The Christian and “the Good Life” - Part 1

Wednesday, January 4, 2017


I have a close friend who’s motto is, “I am easily satisfied with the very best.”  While this is funny, he is, actually.  Aren’t we all?  I do not know about you, but I would rather delight in quality than strive to convince myself that what I am enjoying is “just as good.”

This Christmas I travelled with my wife and adult children to Chicago.  We celebrated the season in a nice hotel, eating well and shopping for a few days - a dream come true for us all.  We are not rich.  We saved for an entire year, shopped for deals for the hotel and plane tickets and lived “the good life” for five days.

This wonderful experience, for which I am grateful to God, caused me to consider the ramifications of leisure, vacations, comfort, pleasure, rest and the Christian life.  These considerations forced me to see both excess and want, grateful enjoyment of God’s goodness and the love of pleasure to surfeit.  I saw homelessness and high society on display daily.  As I enjoyed Chicago’s Magnificent Mile and the Gold Coast, I heard the groans of poverty and the rhapsody of materialism sounding forth in one cacophonous appeal for recognition.

Rest

The sensory overload of it all set me to thinking of “the good life” and what that entails in light of scripture.  We know that rest is a good thing.  From the beginning, God set an example for man to work for six days and rest for one, to cease from his labor for a season, weekly (Ge. 2:1-3; Ex. 16:22-26; 20:8-11).  Jesus invited all those who are “heavy laden” to come to him and find rest (Mt. 11:28-30).  Rest is a good thing, a needed thing.  In Genesis 18, three men - one of which is the Lord Himself - pay Abraham a visit.  In a near frantic effort to be hospitable to them, Abraham said, “Let a little water, I pray you, be fetched, and wash your feet, and rest yourselves under the tree.  And I will fetch a morsel of bread and comfort ye your hearts; after that ye shall pass on…” (vv. 4, 5).

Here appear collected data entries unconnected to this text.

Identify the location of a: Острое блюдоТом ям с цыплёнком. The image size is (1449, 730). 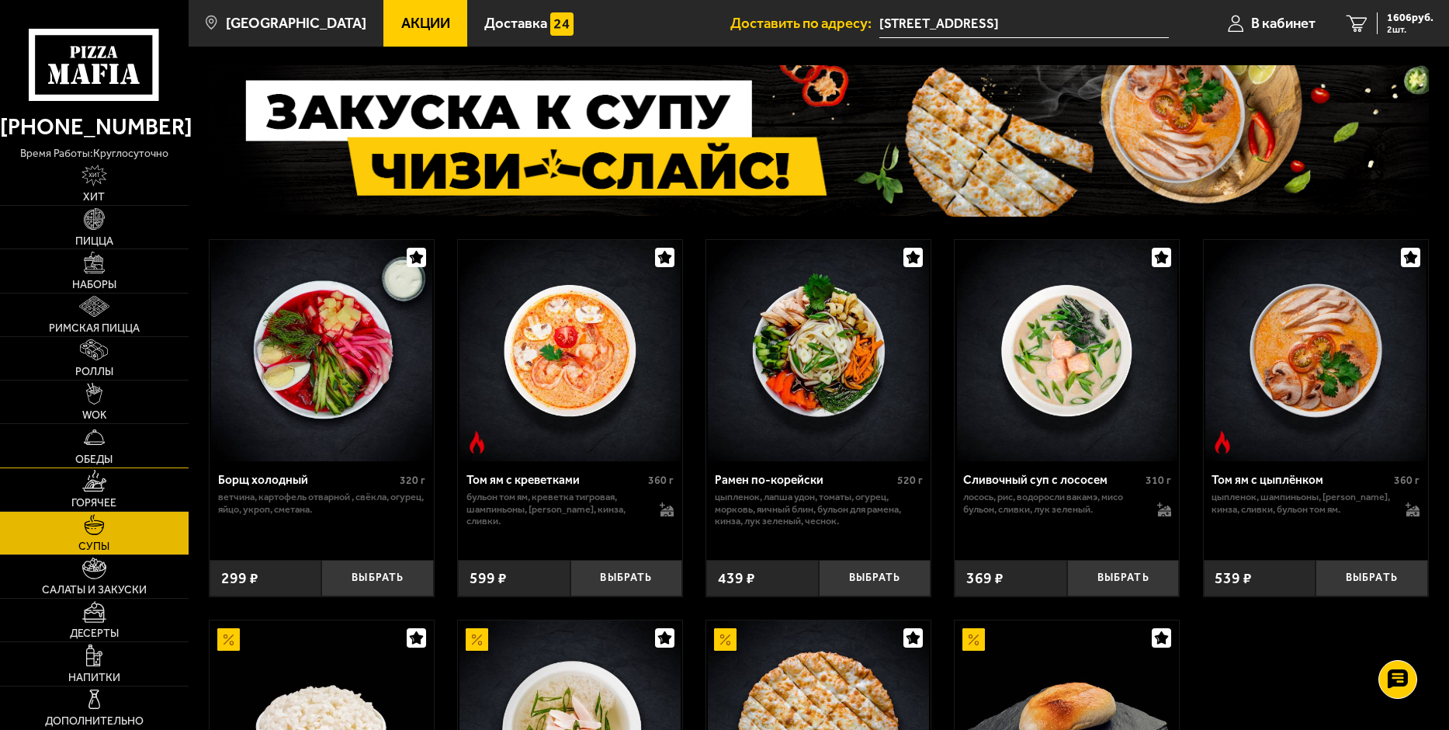
(1316, 350).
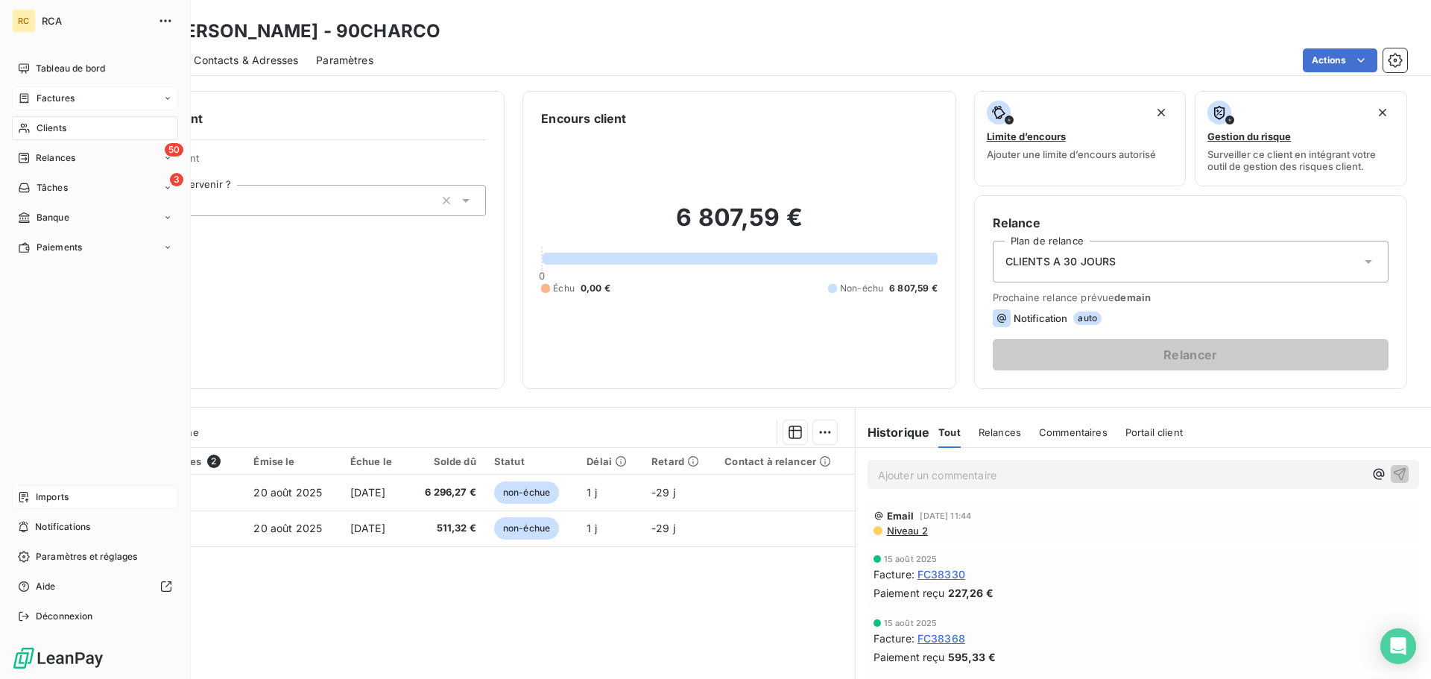 Image resolution: width=1431 pixels, height=679 pixels. Describe the element at coordinates (1153, 432) in the screenshot. I see `span: Portail client` at that location.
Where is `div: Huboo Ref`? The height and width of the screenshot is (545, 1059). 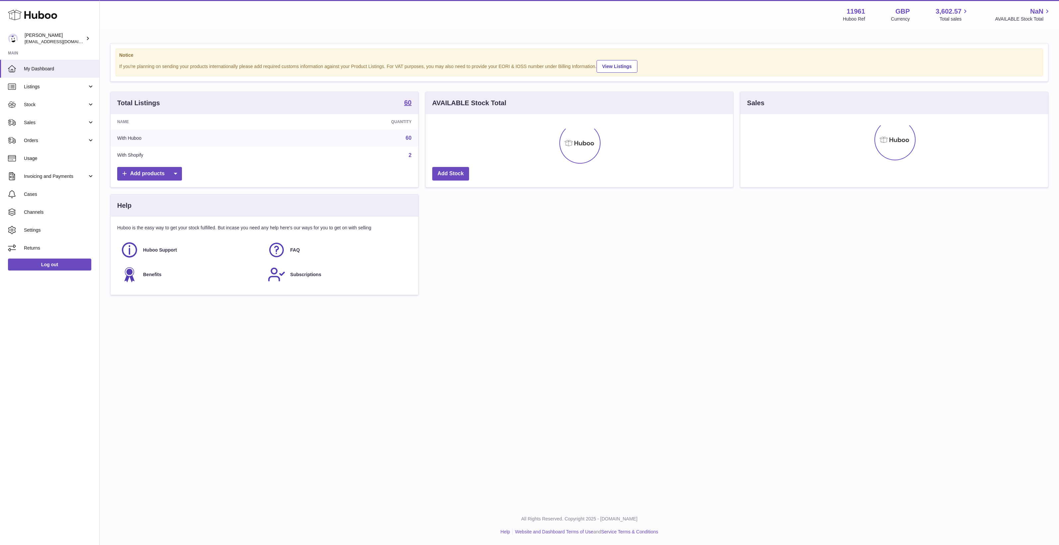 div: Huboo Ref is located at coordinates (854, 19).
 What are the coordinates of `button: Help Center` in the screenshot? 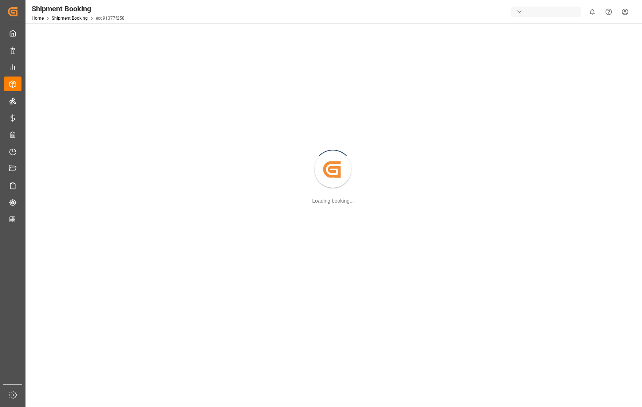 It's located at (609, 12).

Exodus 23:12 associates rest with being “refreshed.”  Rest in the Webster’s 1828 Dictionary includes some fourteen variations, the most notable being, (1) Cessation of movement or action of any kind; (2) Quiet repose; a state free from motion or disturbance; and the contextual alternative, (3) That which is left (i.e. the rest).  Mark 6:31 identifies rest with leisure (the one time leisure is found in the KJB), which means, “freedom from occupation; convenience of time.”

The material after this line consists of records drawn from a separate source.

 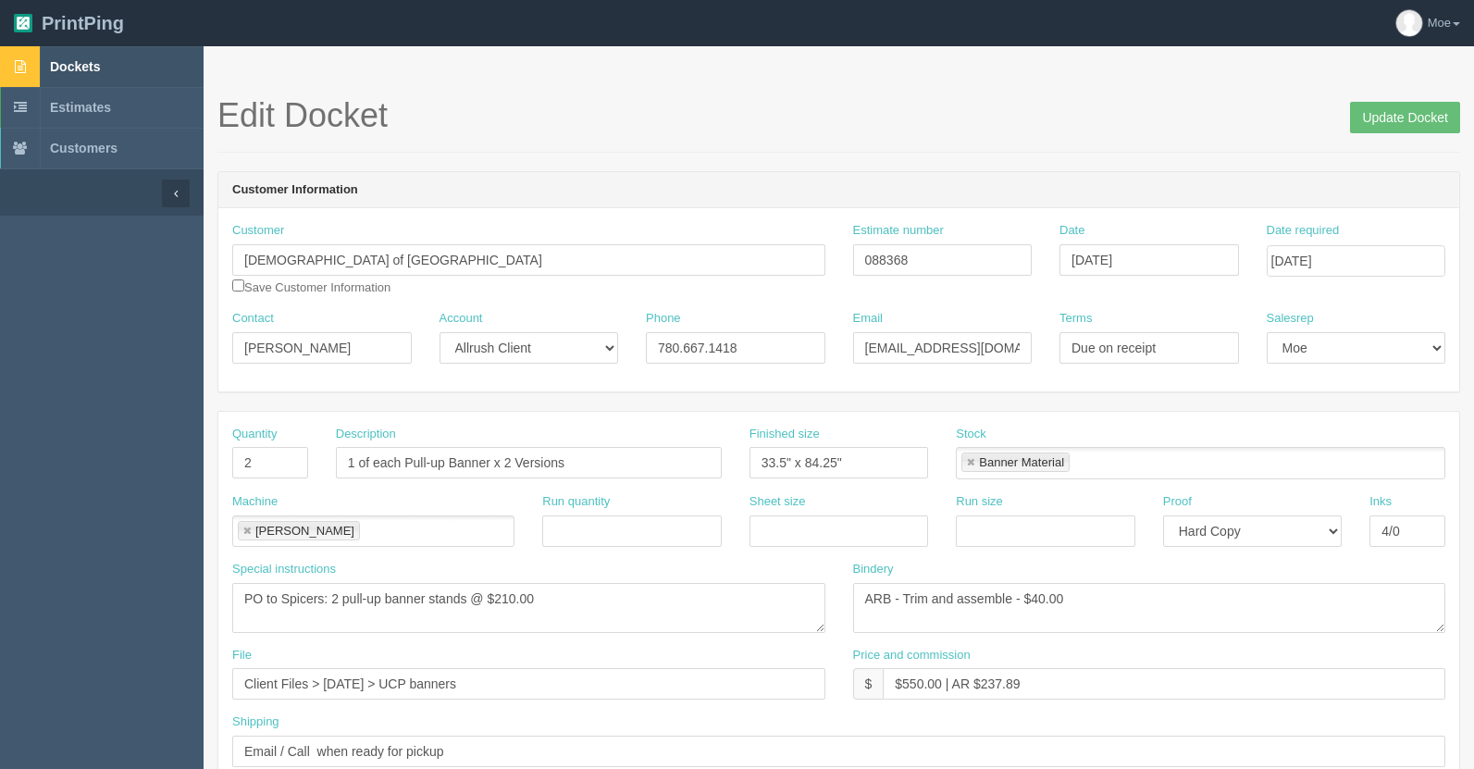 What do you see at coordinates (254, 434) in the screenshot?
I see `label: Quantity` at bounding box center [254, 434].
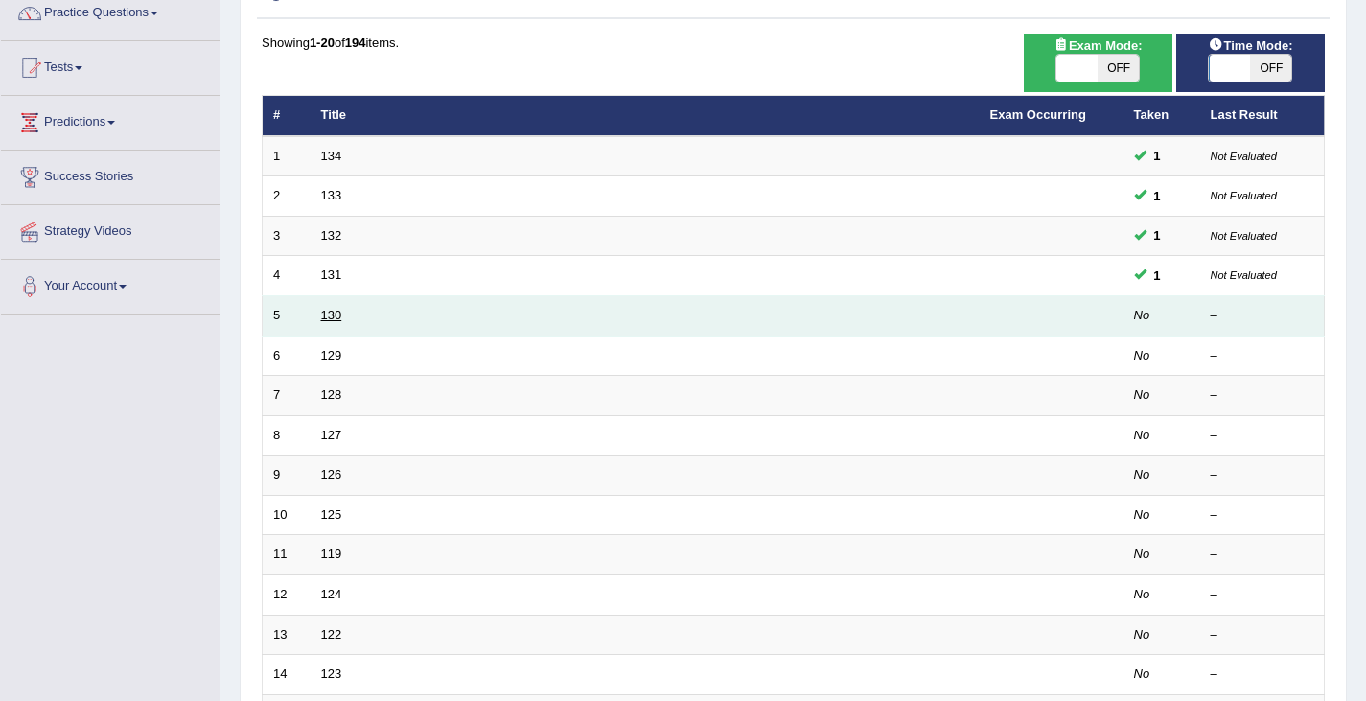 This screenshot has width=1366, height=701. Describe the element at coordinates (287, 675) in the screenshot. I see `td: 14` at that location.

So, we understand that to rest in the sense of taking time for one’s self might include stillness, quietness, cessation of effort, leisure, eating, drinking as well as many other common comforts.  The important factor to bear in mind; however, is that we rest that we might be refreshed, that we might carry on with our work.  Rest enables us to “comfort” our hearts (Gen. 18:4-8), comfort meaning, “to strengthen; to invigorate.”  Charles Spurgeon said, “Rest time is not waste time.  It is economy to gather fresh strength…it is wisdom to take occasional furlough.  In the long run we shall do more by sometimes doing less.”  He said, “They who work most must rest most.”

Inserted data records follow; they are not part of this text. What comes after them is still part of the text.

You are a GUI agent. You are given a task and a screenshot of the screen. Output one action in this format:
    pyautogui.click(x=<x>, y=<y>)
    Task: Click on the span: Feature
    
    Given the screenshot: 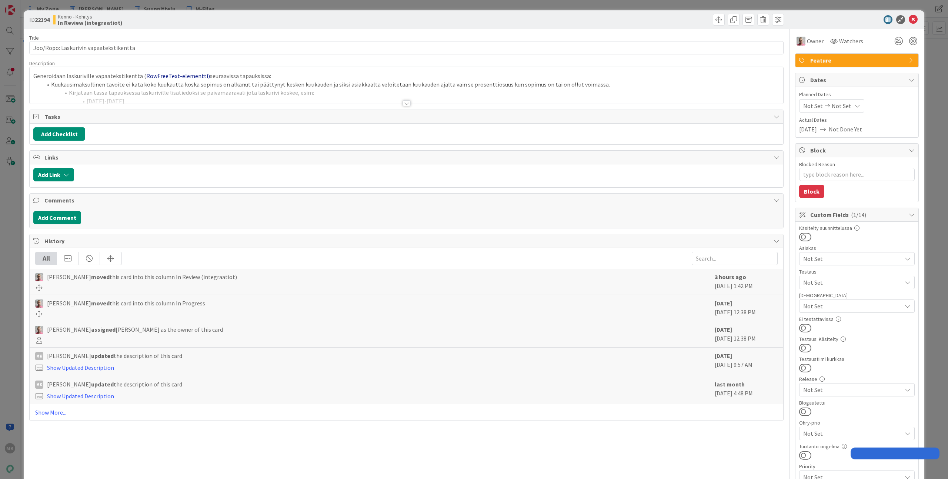 What is the action you would take?
    pyautogui.click(x=858, y=60)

So many of our struggles could be remedied, or at least ameliorated by taking some time to rest.  Much of our discouragements and depressions could be chalked up to fatigue.  Again, Spurgeon said, “Depression is a leak through which the soul’s force wastes itself drop by drop.”  Find some time to sleep.  Eat some good food.  Take a walk in the park or down a forrest trail.  But most of all, remember, “No man ever rested too long upon the bosom of Jesus” (Spurgeon).